Return backed values and keys arrays on Maps

Issue #56 new
NemesisMate created an issue

It would be great to have access to the original arrays on maps to avoid a new array creation. For example, for serialization purposes.

Comments (9)

  1. Rob Eden

    My head swims just thinking of the bug reports that would be opened from people claiming things were broken when they'd manually changed their key array. Very doubtful I'd do this... but I'll leave it open for a bit for others to chime in.

  2. NemesisMate reporter

    For current codes using them can be lot of troubles, yes, but easy to fix. The java.util maps works giving the backed collection when using .values() or .keys() so, for people using this library this change would give them troubles but for people adapting their code from java.util to use with Trove would save lot of them.

  3. NemesisMate reporter

    Another big use of this change is for Android devices. Using iterators for iterate is just too much for the Android gc so this would allow to iterate through the backed array without affecting at all the gc.

  4. NemesisMate reporter

    I don't really like functional programming (I can't yet see the advantages). Is this "forEach with a reused procedure" avoiding completely the creation of new instances (what really kills Android's gc)?

  5. Rob Eden

    It can, yes. Depending on your use case, you might be able to only use one instance of a procedure to iterate through the data.

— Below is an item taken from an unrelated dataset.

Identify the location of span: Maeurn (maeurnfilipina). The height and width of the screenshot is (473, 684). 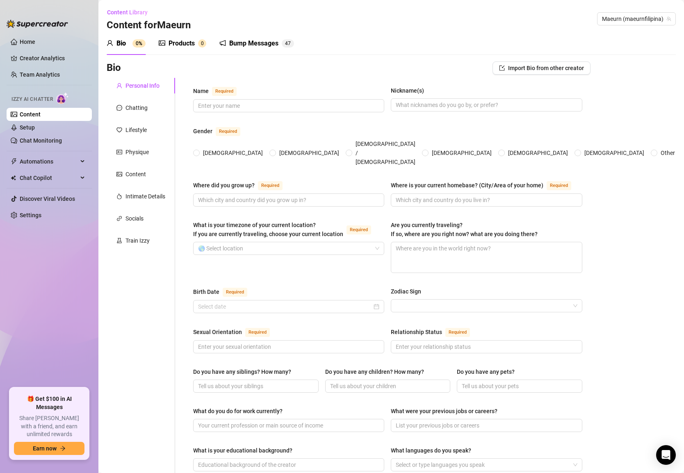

    So, one advantage would be: Trove supports it. ;-)

  6. NemesisMate reporter

    The problem here is that you need that instance once for each time you iterate, doesn't it?, so, for example, to iterate through a collection on a game loop it would create an instance per loop (and this, for many entities, could be gc killing, so much more than if the iteration was through the backed array ;-))

  7. NemesisMate reporter

    Yes, you are right (I just didn't see this library own forEach methods and the procedure system(I was thinking on java 8 new forEach one)). However, I think that the values() and keys() of maps, or any collection that have it, should return the backed collections as I said (just like the default java.util ones do. I think is the normal "object oriented" behaviour). For copies, once you have the backed collection if you want a copy you clone it.

    Thanks very much for the forEach with a reused procedure tip, it can save me (or Androids gc xD) lot of work.